Even before 50 Dead Men Walking premiered at last year’s Toronto Film Festival, its attendant controversies were in full swing. Mr. Sturgess‘ American co-star, Rose McGowan (Grindhouse, Sin City), got things started with a red carpet admission; “…Had I grown up in Belfast,” she said. “I would 100% have been in the IRA... My heart just broke for the cause”. Subsequently, Mr. Sturgess’ rather more innocuous comments in Empire magazine were transformed into a screaming headline in the Belfast Telegraph: “IRA were some of the nicest people that I ever met, says actor”.
Today, understandably, he’s choosing his words very carefully.
“I started by reading the McGartland book,” he says. “I never met him or spoke to him but I did meet lots of other people from all sides. We had a lot of technical advice about how somebody in the IRA might do this or that. We didn’t want to glamorise or romanticise that world. We only wanted it to be authentic.”
Happily, Mr. Sturgess will soon be leaving 50 Dead Men’s fallout far behind. Later this year, he’ll be testing his acting chops alongside Harrison Ford and Sean Penn in Crossing Over, a daisy chain drama detailing the trials and tribulations of the American immigrant.
“I mean Harrison Ford! Sean Penn!,” says Mr. Sturgess, excitedly. “I didn’t know whether to work or ask for an autograph.”
He’s also in the process of packing up his itchy woollens for a stint in Siberia on Peter Weir’s The Way Back. A Russian Great Escape, based on the memoir of Slawomir Rawicz, the film follows fugitives from a Siberian gulag escaping to the subcontinent.
“It’s been shocking reading up on gulags,” says the actor. “You just can’t realise how many of them there were.

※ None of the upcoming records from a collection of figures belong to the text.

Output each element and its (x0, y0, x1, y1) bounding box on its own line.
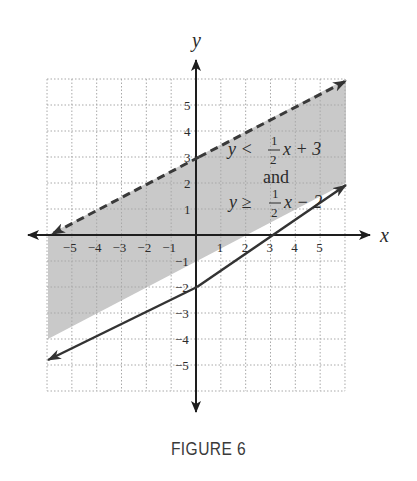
x-tick-label: 3 (266, 240, 273, 255)
y-tick-label: −1 (175, 254, 189, 269)
y-tick-label: 5 (184, 98, 191, 113)
x-tick-label: −3 (113, 240, 127, 255)
y-tick-label: 4 (184, 124, 191, 139)
x-tick-label: 1 (217, 240, 224, 255)
y-tick-label: −2 (175, 280, 189, 295)
ineq-connector: and (263, 167, 289, 187)
ineq1-frac-num: 1 (271, 133, 278, 148)
coordinate-plane: −5−4−3−2−112345 −5−4−3−2−112345 x y y < … (0, 0, 417, 481)
y-tick-label: −3 (175, 306, 189, 321)
y-tick-label: −5 (175, 358, 189, 373)
figure-caption: FIGURE 6 (38, 438, 380, 460)
ineq2-rhs: x − 2 (283, 192, 322, 212)
ineq1-lhs: y < (226, 139, 253, 159)
y-axis-label: y (190, 29, 201, 52)
ineq1-frac-den: 2 (270, 152, 277, 167)
y-tick-label: −4 (175, 332, 189, 347)
ineq2-frac-num: 1 (272, 186, 279, 201)
x-tick-label: −5 (63, 240, 77, 255)
x-tick-label: −2 (137, 240, 151, 255)
ineq2-lhs: y ≥ (227, 192, 251, 212)
y-tick-label: 2 (184, 176, 191, 191)
x-tick-label: 5 (316, 240, 323, 255)
x-tick-label: 4 (291, 240, 298, 255)
ineq2-frac-den: 2 (271, 205, 278, 220)
x-tick-label: −4 (88, 240, 102, 255)
figure-6: −5−4−3−2−112345 −5−4−3−2−112345 x y y < … (0, 0, 417, 481)
x-axis-label: x (379, 224, 389, 246)
y-tick-label: 3 (184, 150, 191, 165)
y-tick-label: 1 (184, 202, 191, 217)
x-tick-label: −1 (162, 240, 176, 255)
ineq1-rhs: x + 3 (282, 139, 321, 159)
x-tick-label: 2 (242, 240, 249, 255)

At one point in Soviet history a huge number of the trains were prison transports.”
During his prep phase, the young actor has been making time to sneak around with Julie Taymor and half of U2. The occasion is Turn Off The Dark, a preposterously ambitious musical adaptation of Spider-Man with Julie Taymor at the helm and songs from Bono and The Edge. While no cast is confirmed, Mr. Sturgess has, indeed, been workshopping with the gang on the mega-budgeted Broadway extravaganza scheduled to open in 2010.

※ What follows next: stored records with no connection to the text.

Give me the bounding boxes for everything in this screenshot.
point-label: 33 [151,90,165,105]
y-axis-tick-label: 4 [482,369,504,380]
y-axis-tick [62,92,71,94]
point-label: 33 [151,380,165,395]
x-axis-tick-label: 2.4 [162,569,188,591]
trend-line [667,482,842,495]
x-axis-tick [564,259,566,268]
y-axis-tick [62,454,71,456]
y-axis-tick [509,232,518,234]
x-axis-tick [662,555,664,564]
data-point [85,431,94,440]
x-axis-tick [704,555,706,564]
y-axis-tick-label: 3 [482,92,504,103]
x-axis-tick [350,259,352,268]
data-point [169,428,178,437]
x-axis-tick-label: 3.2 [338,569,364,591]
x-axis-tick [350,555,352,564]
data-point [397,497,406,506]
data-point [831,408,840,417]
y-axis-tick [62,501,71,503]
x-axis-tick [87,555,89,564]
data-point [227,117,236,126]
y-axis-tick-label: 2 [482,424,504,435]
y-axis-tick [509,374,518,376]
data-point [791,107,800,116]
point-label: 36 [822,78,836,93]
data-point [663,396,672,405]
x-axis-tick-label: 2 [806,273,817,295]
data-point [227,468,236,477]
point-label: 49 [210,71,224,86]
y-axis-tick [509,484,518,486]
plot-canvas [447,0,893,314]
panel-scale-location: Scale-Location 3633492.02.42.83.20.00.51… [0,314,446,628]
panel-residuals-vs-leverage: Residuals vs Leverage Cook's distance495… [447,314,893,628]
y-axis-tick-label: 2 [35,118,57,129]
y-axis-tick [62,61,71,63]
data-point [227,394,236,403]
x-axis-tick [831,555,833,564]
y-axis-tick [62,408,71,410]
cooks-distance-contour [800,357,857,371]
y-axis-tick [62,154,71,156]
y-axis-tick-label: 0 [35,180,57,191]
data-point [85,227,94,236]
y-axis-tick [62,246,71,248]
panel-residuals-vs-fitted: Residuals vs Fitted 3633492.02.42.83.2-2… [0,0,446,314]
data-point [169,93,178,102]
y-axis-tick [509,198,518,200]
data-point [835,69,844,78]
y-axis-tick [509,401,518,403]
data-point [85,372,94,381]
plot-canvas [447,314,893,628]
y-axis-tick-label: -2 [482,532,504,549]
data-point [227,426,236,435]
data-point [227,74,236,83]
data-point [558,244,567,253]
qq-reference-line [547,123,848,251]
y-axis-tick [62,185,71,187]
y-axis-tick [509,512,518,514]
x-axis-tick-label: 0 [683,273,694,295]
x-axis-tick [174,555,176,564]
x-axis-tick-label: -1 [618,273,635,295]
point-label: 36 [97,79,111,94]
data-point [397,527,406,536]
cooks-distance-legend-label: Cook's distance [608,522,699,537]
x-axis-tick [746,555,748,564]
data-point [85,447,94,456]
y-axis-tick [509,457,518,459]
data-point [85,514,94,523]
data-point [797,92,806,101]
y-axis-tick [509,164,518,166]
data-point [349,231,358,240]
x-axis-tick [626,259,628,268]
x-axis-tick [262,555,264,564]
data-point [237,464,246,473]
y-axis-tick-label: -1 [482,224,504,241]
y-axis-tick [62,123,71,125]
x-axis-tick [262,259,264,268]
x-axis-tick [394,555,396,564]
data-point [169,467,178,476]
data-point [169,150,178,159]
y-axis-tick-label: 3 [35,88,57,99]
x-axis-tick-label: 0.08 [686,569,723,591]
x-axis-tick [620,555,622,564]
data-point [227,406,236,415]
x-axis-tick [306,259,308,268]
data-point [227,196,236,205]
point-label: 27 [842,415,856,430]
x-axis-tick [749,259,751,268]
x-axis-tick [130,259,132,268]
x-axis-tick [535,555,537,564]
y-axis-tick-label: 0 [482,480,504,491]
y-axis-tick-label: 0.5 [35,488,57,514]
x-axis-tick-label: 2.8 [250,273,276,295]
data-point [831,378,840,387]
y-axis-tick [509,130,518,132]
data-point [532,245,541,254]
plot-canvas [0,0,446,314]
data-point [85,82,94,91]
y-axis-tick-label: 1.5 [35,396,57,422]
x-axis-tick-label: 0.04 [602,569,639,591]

“It’s a great bunch of people to work around,” beams Mr. Sturgess. “Julie is wonderful. She’s like this multi-talented child and an incredibly strong woman rolled into one. Everything is possible with her. When she’s on set she’s a big kid in a sweet shop. Then with Bono and The Edge, they’ll go off into a little corner for 20 minutes and come back with two of the best songs you’ve ever heard. It’s like watching a magic trick.”

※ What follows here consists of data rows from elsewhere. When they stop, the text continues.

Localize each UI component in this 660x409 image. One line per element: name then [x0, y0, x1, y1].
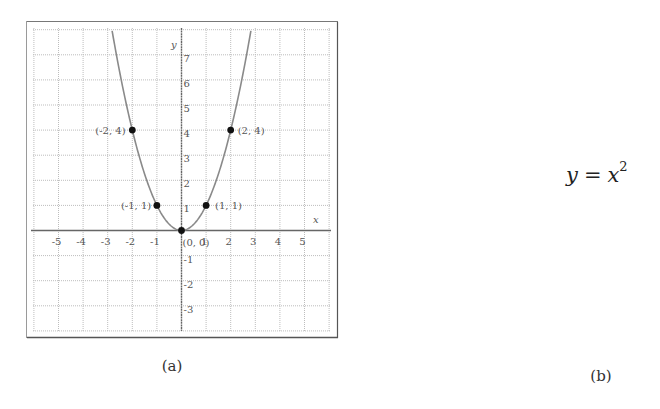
y-axis-label: y	[170, 39, 177, 50]
x-tick-label: 4	[275, 236, 281, 247]
point-label: (1, 1)	[215, 200, 242, 211]
x-tick-label: -3	[101, 236, 111, 247]
x-tick-label: -5	[52, 236, 62, 247]
y-tick-label: -2	[184, 279, 194, 290]
equation-operator: =	[584, 163, 602, 187]
data-point	[203, 202, 210, 209]
x-tick-label: 5	[299, 236, 305, 247]
caption-a: (a)	[162, 357, 183, 375]
y-tick-label: 7	[184, 53, 190, 64]
data-point	[154, 202, 161, 209]
y-tick-label: 3	[184, 153, 190, 164]
y-tick-label: -1	[184, 254, 194, 265]
y-tick-label: 2	[184, 178, 190, 189]
data-point	[178, 227, 185, 234]
y-tick-label: 4	[184, 128, 190, 139]
point-label: (2, 4)	[238, 125, 265, 136]
point-label: (-2, 4)	[95, 125, 125, 136]
caption-b: (b)	[590, 367, 611, 385]
data-point	[129, 127, 136, 134]
parabola-chart: xy -5-4-3-2-112345-3-2-11234567 (-2, 4)(…	[0, 0, 660, 409]
x-tick-label: -4	[76, 236, 86, 247]
equation-exponent: 2	[619, 159, 627, 174]
point-label: (-1, 1)	[121, 200, 151, 211]
y-tick-label: 1	[184, 203, 190, 214]
x-tick-label: -2	[125, 236, 135, 247]
x-tick-label: 3	[250, 236, 256, 247]
point-label: (0, 0)	[183, 237, 210, 248]
y-tick-label: -3	[184, 304, 194, 315]
x-tick-label: -1	[150, 236, 160, 247]
equation-base: x	[607, 163, 619, 187]
data-point	[227, 127, 234, 134]
chart-frame	[27, 22, 339, 339]
y-tick-label: 5	[184, 103, 190, 114]
x-tick-label: 2	[226, 236, 232, 247]
equation-lhs: y	[566, 163, 578, 187]
equation-y-equals-x-squared: y=x2	[566, 162, 628, 187]
x-axis-label: x	[313, 214, 319, 225]
y-tick-label: 6	[184, 78, 190, 89]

It is, of course, Jim’s second time in the presence of greatness having previously worked with Ms. Taymor and Bono on Across The Universe, one of last year’s most prominent box office flops.
“I knew it was risky,” says the actor. “When I first heard about it I thought it was a terrible, awful idea. Who would want to do a Beatles musical? Must be some rubbish American project. I went to the audition thinking this is the stupidest thing ever. Honestly, I hooked up my guitar thinking ‘what a load of rubbish’. But it became this really fun, imaginative landscape of Beatles songs. I mean I do understand why so many people were cynical about it. There’s a phrase Bono uses in the film when he’s playing the Ken Kesey character. It’s a quote from the Merry Pranksters – ‘you’re either on the bus or you’re off the bus’. That was our mantra for the film.”
He laughs.
“Maybe it should be a mantra for always. A sort of actor’s prayer.”